Saturday, June 8, 2019

Tear Down Reading Gaol

"Prison life makes one see people and things as they really are. That is why it turns one to stone. It is the people outside who are deceived by the illusions of a life in constant motion. They revolve with life and contribute to its unreality. We who are immobile both see and know."

Excerpt from the Preface of De Profundis


I know not whether Laws be right,

Or whether Laws be wrong;
All that we know who lie in gaol
Is that the wall is strong;
And that each day is like a year,
A year whose days are long. 

"The Ballad of Reading Gaol," Part V by Oscar Wilde


Two BBC News articles, from May 30 and June 6, reported that a building now derelict that was formerly known and utilized as Reading Jail faces an uncertain future: "The Ministry of Justice (MoJ), which owns the Grade II listed jail, announced last month it would sell the site. It said it was working with the local authority to look at alternative uses for the site, including housing. It added it wanted the site to 'get value for money for taxpayers'."

This news item would not have attracted attention (it wouldn't have been in the news in the first place) if a cell in Reading Jail hadn't been occupied between 1895 and 1897 by Oscar Wilde, imprisoned at hard labor for "gross indecency" (i.e., homosexuality, which was illegal in England until 1967). Now people and groups in Reading and around the world are trying to have the site protected as some kind of national heritage center.(1)

The same day I read the BBC report, Reuters News Service issued a report that "Public education officials in Colorado are considering a plan to tear down and rebuild Columbine High School, saying the site remains a “source of inspiration” for potential gun violence 20 years after a mass shooting there left 15 people dead."(2) Strange, how different people in different places think so differently about the disposition of sites of great suffering and injustice. Reading Jail is becoming a place of pilgrimage for LGBT people, just like Oscar Wilde's tomb in Père Lachaise cemetery in Paris. But it appears that, because of their interest, the derelict old jail may soon be protected from demolition and turned into a tourist attraction.

Look at the remaining buildings at Auschwitz in Poland. It was the location of a Death Camp at which the Nazi Final Solution sought to, and nearly succeded in, exterminating every European Jew. The whole complex is protected and no one would think of pulling it down. It seems to me that Reading Jail, too, stands there rather like the remaining buildings at Auschwitz - as a monument to injustice and human suffering. But the injustice carried out upon Oscar Wilde in that place, irrespective of the totality of the suffering that was carried out there upon all of its far less famous inmates, whom Wilde describes in moving detail in his great long poem, "The Ballad of Reading Gaol," that was written and published in France after his release, is personal, applicable to one man, and not to the more than one million people who perished at Auschwitz.

George Orwell once wrote that "The first thing that we demand of a wall is that it shall stand up. If it stands up it is a good wall, and the question of what purpose it serves is separable from that. And yet even the best wall in the world deserves to be pulled down if it surrounds a concentration camp."(3) The Nazis tried to destroy the evidence of their crimes, but they didn't have time enough to complete the task. The preservation of the Nazi concentration camps (as well as the labor camps and death camps) as reminders of human depravity has its own special importance, especially when half of the millennials recently polled could not identify Auschwitz from photographs.

I think there is something distastefully fetishistic about the campaign to preserve Reading Jail - something sadomasochistic, like the Christian symbol of the cross, which is an instrument of torture. But if we could consult Oscar Wilde himself about the issue of the disposition of Reading Jail, is there any doubt that he would enthusiastically recommend what the people in Colorado are considering - that the offending structure should be razed to the ground? And that perhaps the site should instead be devoted to joy in the form of a peaceful park or a children's playground? A plaque should be all that is necessary to remind visitors to the site of what once stood there, commemorating its historical (and literary) importance, without having to go to the ridiculous expense of maintaining the decrepit building, which must by now be in danger of collapse.


(1) "Campaigners fight to save Oscar Wilde prison in Reading". Between January and March 1897, Wilde wrote "De Profundis" ("from the depths"), a letter to Sir Alfred Douglas.
(2) Reuters.
(3) "Benefit of Clergy: Some Notes on Salvador Dali," George Orwell: Essays (New York: Alfred A. Knopf, 2002).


[About this task] Look through the listing below, and wherever a line has the string "Mittelwert", pull it out.

━━ Records shown

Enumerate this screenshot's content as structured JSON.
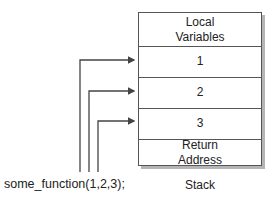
{
  "stack": {
    "cells": [
      {
        "label": "Local\nVariables"
      },
      {
        "label": "1"
      },
      {
        "label": "2"
      },
      {
        "label": "3"
      },
      {
        "label": "Return\nAddress"
      }
    ],
    "caption": "Stack"
  },
  "call": {
    "text": "some_function(1,2,3);",
    "arguments": [
      "1",
      "2",
      "3"
    ]
  },
  "colors": {
    "line": "#444444",
    "shadow": "#b5b5b5"
  }
}
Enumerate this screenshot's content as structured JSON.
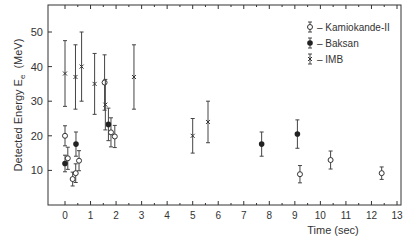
{
  "chart_data": {
    "type": "scatter",
    "title": "",
    "xlabel": "Time  (sec)",
    "ylabel": "Detected Energy  E",
    "ylabel_sub": "e",
    "ylabel_unit": "(MeV)",
    "xlim": [
      -0.6,
      13
    ],
    "ylim": [
      0,
      55
    ],
    "xticks": [
      0,
      1,
      2,
      3,
      4,
      5,
      6,
      7,
      8,
      9,
      10,
      11,
      12,
      13
    ],
    "yticks": [
      10,
      20,
      30,
      40,
      50
    ],
    "grid": false,
    "legend_position": "upper right",
    "series": [
      {
        "name": "Kamiokande-II",
        "marker": "open-circle",
        "points": [
          {
            "x": 0.0,
            "y": 20.0,
            "err": 2.9
          },
          {
            "x": 0.11,
            "y": 13.5,
            "err": 3.2
          },
          {
            "x": 0.3,
            "y": 7.5,
            "err": 2.0
          },
          {
            "x": 0.42,
            "y": 9.2,
            "err": 2.7
          },
          {
            "x": 0.55,
            "y": 12.8,
            "err": 2.9
          },
          {
            "x": 1.55,
            "y": 35.4,
            "err": 8.0
          },
          {
            "x": 1.8,
            "y": 21.0,
            "err": 4.2
          },
          {
            "x": 1.95,
            "y": 19.8,
            "err": 3.2
          },
          {
            "x": 9.2,
            "y": 8.9,
            "err": 2.5
          },
          {
            "x": 10.4,
            "y": 13.0,
            "err": 2.6
          },
          {
            "x": 12.4,
            "y": 9.2,
            "err": 1.8
          }
        ]
      },
      {
        "name": "Baksan",
        "marker": "filled-circle",
        "points": [
          {
            "x": 0.0,
            "y": 12.0,
            "err": 2.4
          },
          {
            "x": 0.43,
            "y": 17.6,
            "err": 3.5
          },
          {
            "x": 1.7,
            "y": 23.3,
            "err": 4.7
          },
          {
            "x": 7.7,
            "y": 17.6,
            "err": 3.5
          },
          {
            "x": 9.1,
            "y": 20.5,
            "err": 4.1
          }
        ]
      },
      {
        "name": "IMB",
        "marker": "x",
        "points": [
          {
            "x": 0.0,
            "y": 38.0,
            "err": 9.5
          },
          {
            "x": 0.41,
            "y": 37.0,
            "err": 9.3
          },
          {
            "x": 0.65,
            "y": 40.0,
            "err": 10.0
          },
          {
            "x": 1.16,
            "y": 35.0,
            "err": 8.8
          },
          {
            "x": 1.58,
            "y": 29.0,
            "err": 7.3
          },
          {
            "x": 2.7,
            "y": 37.0,
            "err": 9.3
          },
          {
            "x": 5.0,
            "y": 20.0,
            "err": 5.0
          },
          {
            "x": 5.6,
            "y": 24.0,
            "err": 6.0
          }
        ]
      }
    ]
  }
}
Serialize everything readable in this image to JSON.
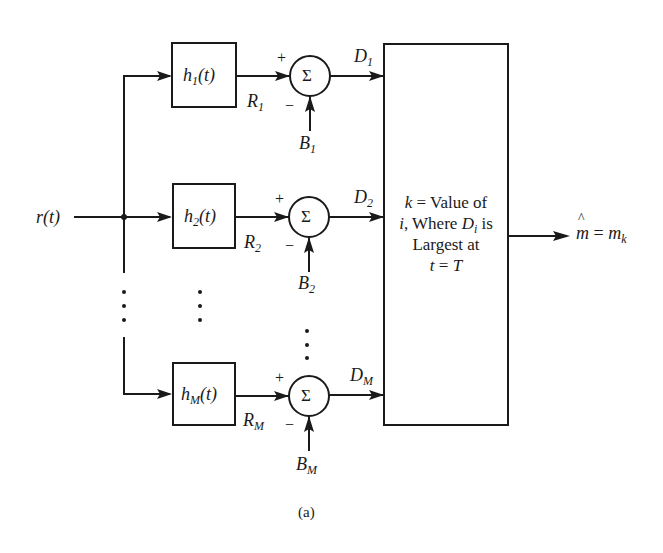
{
  "figure": {
    "caption": "(a)",
    "input": {
      "label": "r",
      "arg": "(t)"
    },
    "output": {
      "hat": "m",
      "eq": " = ",
      "var": "m",
      "sub": "k"
    },
    "branches": [
      {
        "filter": {
          "h": "h",
          "sub": "1",
          "arg": "(t)"
        },
        "R": {
          "var": "R",
          "sub": "1"
        },
        "B": {
          "var": "B",
          "sub": "1"
        },
        "D": {
          "var": "D",
          "sub": "1"
        },
        "sum_symbol": "Σ",
        "plus": "+",
        "minus": "−"
      },
      {
        "filter": {
          "h": "h",
          "sub": "2",
          "arg": "(t)"
        },
        "R": {
          "var": "R",
          "sub": "2"
        },
        "B": {
          "var": "B",
          "sub": "2"
        },
        "D": {
          "var": "D",
          "sub": "2"
        },
        "sum_symbol": "Σ",
        "plus": "+",
        "minus": "−"
      },
      {
        "filter": {
          "h": "h",
          "sub": "M",
          "arg": "(t)"
        },
        "R": {
          "var": "R",
          "sub": "M"
        },
        "B": {
          "var": "B",
          "sub": "M"
        },
        "D": {
          "var": "D",
          "sub": "M"
        },
        "sum_symbol": "Σ",
        "plus": "+",
        "minus": "−"
      }
    ],
    "decision_box": {
      "line1_var": "k",
      "line1_rest": " = Value of",
      "line2_var": "i",
      "line2_mid": ", Where ",
      "line2_D": "D",
      "line2_Dsub": "i",
      "line2_end": " is",
      "line3": "Largest at",
      "line4_var": "t",
      "line4_eq": " = ",
      "line4_T": "T"
    },
    "colors": {
      "ink": "#1a1a1a",
      "background": "#ffffff"
    }
  }
}
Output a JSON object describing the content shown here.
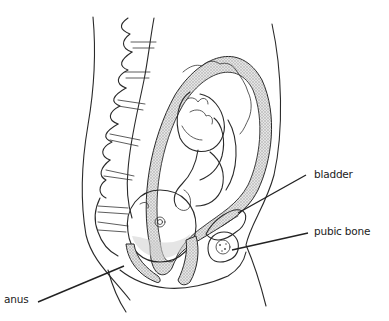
{
  "figure": {
    "colors": {
      "line": "#2a2a2a",
      "shading": "#bdbdbd",
      "background": "#ffffff"
    }
  },
  "labels": {
    "bladder": "bladder",
    "pubic_bone": "pubic bone",
    "anus": "anus"
  }
}
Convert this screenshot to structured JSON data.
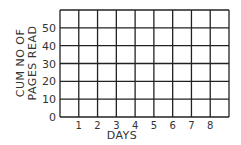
{
  "chart_data": {
    "type": "line",
    "title": "",
    "xlabel": "DAYS",
    "ylabel_lines": [
      "CUM NO OF",
      "PAGES READ"
    ],
    "ylabel": "CUM NO OF PAGES READ",
    "x_ticks": [
      "1",
      "2",
      "3",
      "4",
      "5",
      "6",
      "7",
      "8"
    ],
    "y_ticks": [
      "0",
      "10",
      "20",
      "30",
      "40",
      "50"
    ],
    "xlim": [
      0,
      9
    ],
    "ylim": [
      0,
      60
    ],
    "grid": true,
    "series": [],
    "note": "Empty grid — no data plotted",
    "colors": {
      "grid": "#222222",
      "text": "#333333",
      "background": "#ffffff"
    }
  }
}
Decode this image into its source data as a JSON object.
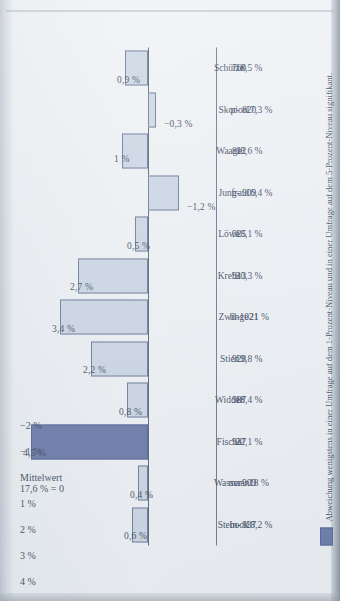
{
  "chart_data": {
    "type": "bar",
    "title": "",
    "xlabel": "",
    "ylabel": "",
    "ylim": [
      -2,
      5
    ],
    "grid": false,
    "legend_position": "bottom",
    "baseline_label": "Mittelwert\n17,6 % = 0",
    "categories": [
      "Stein-\nbock",
      "Wasser-\nmann",
      "Fische",
      "Widder",
      "Stier",
      "Zwil-\nlinge",
      "Krebs",
      "Löwe",
      "Jung-\nfrau",
      "Waage",
      "Skor-\npion",
      "Schütze"
    ],
    "category_lines": [
      [
        "Stein-",
        "bock"
      ],
      [
        "Wasser-",
        "mann"
      ],
      [
        "Fische"
      ],
      [
        "Widder"
      ],
      [
        "Stier"
      ],
      [
        "Zwil-",
        "linge"
      ],
      [
        "Krebs"
      ],
      [
        "Löwe"
      ],
      [
        "Jung-",
        "frau"
      ],
      [
        "Waage"
      ],
      [
        "Skor-",
        "pion"
      ],
      [
        "Schütze"
      ]
    ],
    "counts": [
      837,
      909,
      937,
      987,
      928,
      1021,
      913,
      925,
      909,
      812,
      820,
      760
    ],
    "percentages": [
      "18,2 %",
      "18 %",
      "22,1 %",
      "18,4 %",
      "19,8 %",
      "21 %",
      "20,3 %",
      "18,1 %",
      "16,4 %",
      "18,6 %",
      "17,3 %",
      "18,5 %"
    ],
    "values": [
      0.6,
      0.4,
      4.5,
      0.8,
      2.2,
      3.4,
      2.7,
      0.5,
      -1.2,
      1.0,
      -0.3,
      0.9
    ],
    "value_labels": [
      "0,6 %",
      "0,4 %",
      "4,5 %",
      "0,8 %",
      "2,2 %",
      "3,4 %",
      "2,7 %",
      "0,5 %",
      "−1,2 %",
      "1 %",
      "−0,3 %",
      "0,9 %"
    ],
    "highlighted": [
      false,
      false,
      true,
      false,
      false,
      false,
      false,
      false,
      false,
      false,
      false,
      false
    ],
    "yticks": [
      5,
      4,
      3,
      2,
      1,
      0,
      -1,
      -2
    ],
    "ytick_labels": [
      "5 %",
      "4 %",
      "3 %",
      "2 %",
      "1 %",
      "Mittelwert 17,6 % = 0",
      "−1 %",
      "−2 %"
    ],
    "colors": {
      "bar_fill": "#c7d2e1",
      "bar_border": "#5d6d8c",
      "bar_highlight": "#5a6a9e",
      "bar_highlight_border": "#44528a",
      "axis": "#47536b",
      "text": "#2e384f",
      "page": "#eceff3"
    }
  },
  "legend": {
    "swatch_name": "legend-swatch-significant",
    "note": "Abweichung wenigstens in einer Umfrage auf dem 1-Prozent-Niveau und in einer Umfrage auf dem 5-Prozent-Niveau signifikant."
  }
}
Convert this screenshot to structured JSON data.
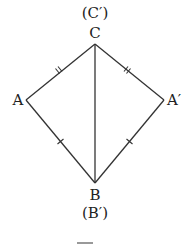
{
  "diagram": {
    "type": "kite-reflection",
    "points": {
      "C": {
        "label": "C",
        "alt_label": "(C′)",
        "x": 95,
        "y": 44
      },
      "A": {
        "label": "A",
        "x": 26,
        "y": 100
      },
      "A_prime": {
        "label": "A′",
        "x": 164,
        "y": 100
      },
      "B": {
        "label": "B",
        "alt_label": "(B′)",
        "x": 95,
        "y": 183
      }
    },
    "edges": [
      {
        "from": "C",
        "to": "A",
        "marks": 2
      },
      {
        "from": "C",
        "to": "A_prime",
        "marks": 2
      },
      {
        "from": "A",
        "to": "B",
        "marks": 1
      },
      {
        "from": "A_prime",
        "to": "B",
        "marks": 1
      },
      {
        "from": "C",
        "to": "B",
        "marks": 0
      }
    ],
    "colors": {
      "stroke": "#333333",
      "text": "#222222",
      "background": "#ffffff"
    }
  }
}
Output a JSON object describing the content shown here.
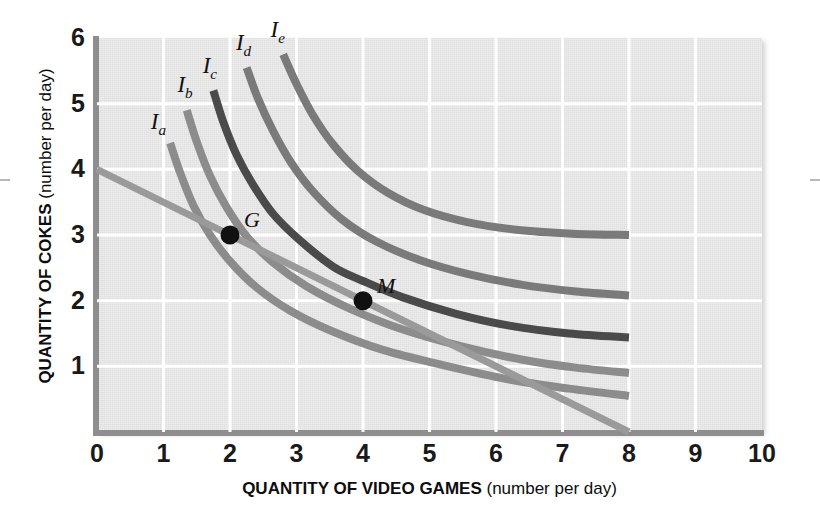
{
  "chart_data": {
    "type": "line",
    "title": "",
    "xlabel": "QUANTITY OF VIDEO GAMES",
    "xlabel_unit": "(number per day)",
    "ylabel": "QUANTITY OF COKES",
    "ylabel_unit": "(number per day)",
    "xlim": [
      0,
      10
    ],
    "ylim": [
      0,
      6
    ],
    "xticks": [
      "0",
      "1",
      "2",
      "3",
      "4",
      "5",
      "6",
      "7",
      "8",
      "9",
      "10"
    ],
    "yticks": [
      "1",
      "2",
      "3",
      "4",
      "5",
      "6"
    ],
    "grid": true,
    "legend_position": "inline-curve-labels",
    "series": [
      {
        "name": "Ia",
        "label": "I",
        "subscript": "a",
        "color": "#8c8c8c",
        "kind": "indifference-curve",
        "label_x": 1.02,
        "label_y": 4.72,
        "points": [
          [
            1.1,
            4.4
          ],
          [
            1.25,
            3.95
          ],
          [
            1.45,
            3.45
          ],
          [
            1.7,
            3.0
          ],
          [
            2.0,
            2.6
          ],
          [
            2.4,
            2.2
          ],
          [
            2.9,
            1.85
          ],
          [
            3.5,
            1.55
          ],
          [
            4.3,
            1.25
          ],
          [
            5.2,
            1.02
          ],
          [
            6.2,
            0.8
          ],
          [
            7.1,
            0.66
          ],
          [
            8.0,
            0.55
          ]
        ]
      },
      {
        "name": "Ib",
        "label": "I",
        "subscript": "b",
        "color": "#8c8c8c",
        "kind": "indifference-curve",
        "label_x": 1.42,
        "label_y": 5.28,
        "points": [
          [
            1.35,
            4.9
          ],
          [
            1.5,
            4.42
          ],
          [
            1.7,
            3.9
          ],
          [
            1.95,
            3.42
          ],
          [
            2.25,
            2.98
          ],
          [
            2.65,
            2.58
          ],
          [
            3.15,
            2.22
          ],
          [
            3.8,
            1.88
          ],
          [
            4.6,
            1.56
          ],
          [
            5.5,
            1.3
          ],
          [
            6.4,
            1.1
          ],
          [
            7.2,
            0.98
          ],
          [
            8.0,
            0.9
          ]
        ]
      },
      {
        "name": "Ic",
        "label": "I",
        "subscript": "c",
        "color": "#4a4a4a",
        "kind": "indifference-curve",
        "label_x": 1.8,
        "label_y": 5.58,
        "points": [
          [
            1.75,
            5.2
          ],
          [
            1.9,
            4.72
          ],
          [
            2.1,
            4.22
          ],
          [
            2.35,
            3.76
          ],
          [
            2.65,
            3.32
          ],
          [
            3.05,
            2.92
          ],
          [
            3.55,
            2.52
          ],
          [
            4.0,
            2.3
          ],
          [
            4.6,
            2.05
          ],
          [
            5.4,
            1.8
          ],
          [
            6.2,
            1.62
          ],
          [
            7.1,
            1.5
          ],
          [
            8.0,
            1.44
          ]
        ]
      },
      {
        "name": "Id",
        "label": "I",
        "subscript": "d",
        "color": "#7a7a7a",
        "kind": "indifference-curve",
        "label_x": 2.3,
        "label_y": 5.92,
        "points": [
          [
            2.25,
            5.55
          ],
          [
            2.42,
            5.08
          ],
          [
            2.65,
            4.58
          ],
          [
            2.92,
            4.1
          ],
          [
            3.25,
            3.66
          ],
          [
            3.68,
            3.24
          ],
          [
            4.2,
            2.9
          ],
          [
            4.85,
            2.62
          ],
          [
            5.6,
            2.4
          ],
          [
            6.4,
            2.24
          ],
          [
            7.2,
            2.14
          ],
          [
            8.0,
            2.08
          ]
        ]
      },
      {
        "name": "Ie",
        "label": "I",
        "subscript": "e",
        "color": "#7a7a7a",
        "kind": "indifference-curve",
        "label_x": 2.82,
        "label_y": 6.12,
        "points": [
          [
            2.8,
            5.75
          ],
          [
            3.0,
            5.3
          ],
          [
            3.25,
            4.82
          ],
          [
            3.55,
            4.38
          ],
          [
            3.92,
            3.98
          ],
          [
            4.38,
            3.64
          ],
          [
            4.92,
            3.38
          ],
          [
            5.55,
            3.2
          ],
          [
            6.3,
            3.08
          ],
          [
            7.15,
            3.02
          ],
          [
            8.0,
            3.0
          ]
        ]
      },
      {
        "name": "budget-line",
        "label": "",
        "subscript": "",
        "color": "#9a9a9a",
        "kind": "budget-line",
        "label_x": null,
        "label_y": null,
        "points": [
          [
            0.0,
            4.0
          ],
          [
            8.0,
            0.0
          ]
        ]
      }
    ],
    "annotations": [
      {
        "name": "G",
        "label": "G",
        "x": 2.0,
        "y": 3.0,
        "label_dx": 14,
        "label_dy": -26
      },
      {
        "name": "M",
        "label": "M",
        "x": 4.0,
        "y": 2.0,
        "label_dx": 14,
        "label_dy": -26
      }
    ]
  }
}
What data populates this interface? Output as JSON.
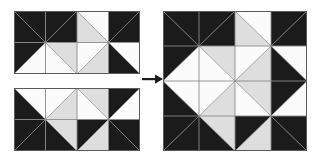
{
  "figure": {
    "background_color": "#ffffff"
  },
  "palette": {
    "dark": "#1b1b1b",
    "white": "#fbfbfb",
    "light_gray": "#dedede",
    "seam_line": "#8a8a8a",
    "border": "#5a5a5a",
    "arrow": "#1b1b1b"
  },
  "arrow": {
    "name": "transformation-arrow",
    "direction": "right",
    "label": ""
  },
  "blocks": [
    {
      "id": "top-left-unit",
      "name": "quilt-unit-top",
      "label": "",
      "x": 14,
      "y": 11,
      "width": 126,
      "height": 63,
      "cols": 4,
      "rows": 2,
      "cells": [
        {
          "r": 0,
          "c": 0,
          "diag": "tlbr",
          "a": "dark",
          "b": "dark"
        },
        {
          "r": 0,
          "c": 1,
          "diag": "trbl",
          "a": "dark",
          "b": "dark"
        },
        {
          "r": 0,
          "c": 2,
          "diag": "tlbr",
          "a": "white",
          "b": "light_gray"
        },
        {
          "r": 0,
          "c": 3,
          "diag": "trbl",
          "a": "dark",
          "b": "dark"
        },
        {
          "r": 1,
          "c": 0,
          "diag": "trbl",
          "a": "dark",
          "b": "white"
        },
        {
          "r": 1,
          "c": 1,
          "diag": "tlbr",
          "a": "light_gray",
          "b": "white"
        },
        {
          "r": 1,
          "c": 2,
          "diag": "trbl",
          "a": "white",
          "b": "light_gray"
        },
        {
          "r": 1,
          "c": 3,
          "diag": "tlbr",
          "a": "white",
          "b": "dark"
        }
      ]
    },
    {
      "id": "bottom-left-unit",
      "name": "quilt-unit-bottom",
      "label": "",
      "x": 14,
      "y": 88,
      "width": 126,
      "height": 63,
      "cols": 4,
      "rows": 2,
      "cells": [
        {
          "r": 0,
          "c": 0,
          "diag": "tlbr",
          "a": "white",
          "b": "dark"
        },
        {
          "r": 0,
          "c": 1,
          "diag": "trbl",
          "a": "white",
          "b": "light_gray"
        },
        {
          "r": 0,
          "c": 2,
          "diag": "tlbr",
          "a": "light_gray",
          "b": "white"
        },
        {
          "r": 0,
          "c": 3,
          "diag": "trbl",
          "a": "dark",
          "b": "white"
        },
        {
          "r": 1,
          "c": 0,
          "diag": "trbl",
          "a": "dark",
          "b": "dark"
        },
        {
          "r": 1,
          "c": 1,
          "diag": "tlbr",
          "a": "light_gray",
          "b": "dark"
        },
        {
          "r": 1,
          "c": 2,
          "diag": "trbl",
          "a": "dark",
          "b": "light_gray"
        },
        {
          "r": 1,
          "c": 3,
          "diag": "tlbr",
          "a": "dark",
          "b": "dark"
        }
      ]
    },
    {
      "id": "result-block",
      "name": "quilt-block-assembled",
      "label": "",
      "x": 163,
      "y": 11,
      "width": 144,
      "height": 140,
      "cols": 4,
      "rows": 4,
      "cells": [
        {
          "r": 0,
          "c": 0,
          "diag": "tlbr",
          "a": "dark",
          "b": "dark"
        },
        {
          "r": 0,
          "c": 1,
          "diag": "trbl",
          "a": "dark",
          "b": "dark"
        },
        {
          "r": 0,
          "c": 2,
          "diag": "tlbr",
          "a": "white",
          "b": "light_gray"
        },
        {
          "r": 0,
          "c": 3,
          "diag": "trbl",
          "a": "dark",
          "b": "dark"
        },
        {
          "r": 1,
          "c": 0,
          "diag": "trbl",
          "a": "dark",
          "b": "white"
        },
        {
          "r": 1,
          "c": 1,
          "diag": "tlbr",
          "a": "light_gray",
          "b": "white"
        },
        {
          "r": 1,
          "c": 2,
          "diag": "trbl",
          "a": "white",
          "b": "light_gray"
        },
        {
          "r": 1,
          "c": 3,
          "diag": "tlbr",
          "a": "white",
          "b": "dark"
        },
        {
          "r": 2,
          "c": 0,
          "diag": "tlbr",
          "a": "white",
          "b": "dark"
        },
        {
          "r": 2,
          "c": 1,
          "diag": "trbl",
          "a": "white",
          "b": "light_gray"
        },
        {
          "r": 2,
          "c": 2,
          "diag": "tlbr",
          "a": "light_gray",
          "b": "white"
        },
        {
          "r": 2,
          "c": 3,
          "diag": "trbl",
          "a": "dark",
          "b": "white"
        },
        {
          "r": 3,
          "c": 0,
          "diag": "trbl",
          "a": "dark",
          "b": "dark"
        },
        {
          "r": 3,
          "c": 1,
          "diag": "tlbr",
          "a": "light_gray",
          "b": "dark"
        },
        {
          "r": 3,
          "c": 2,
          "diag": "trbl",
          "a": "dark",
          "b": "light_gray"
        },
        {
          "r": 3,
          "c": 3,
          "diag": "tlbr",
          "a": "dark",
          "b": "dark"
        }
      ]
    }
  ]
}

━━━━

[Solution to this task]
    "baseline_label": "Mittelwert\n17,6 % = 0",
      "Mittelwert 17,6 % = 0",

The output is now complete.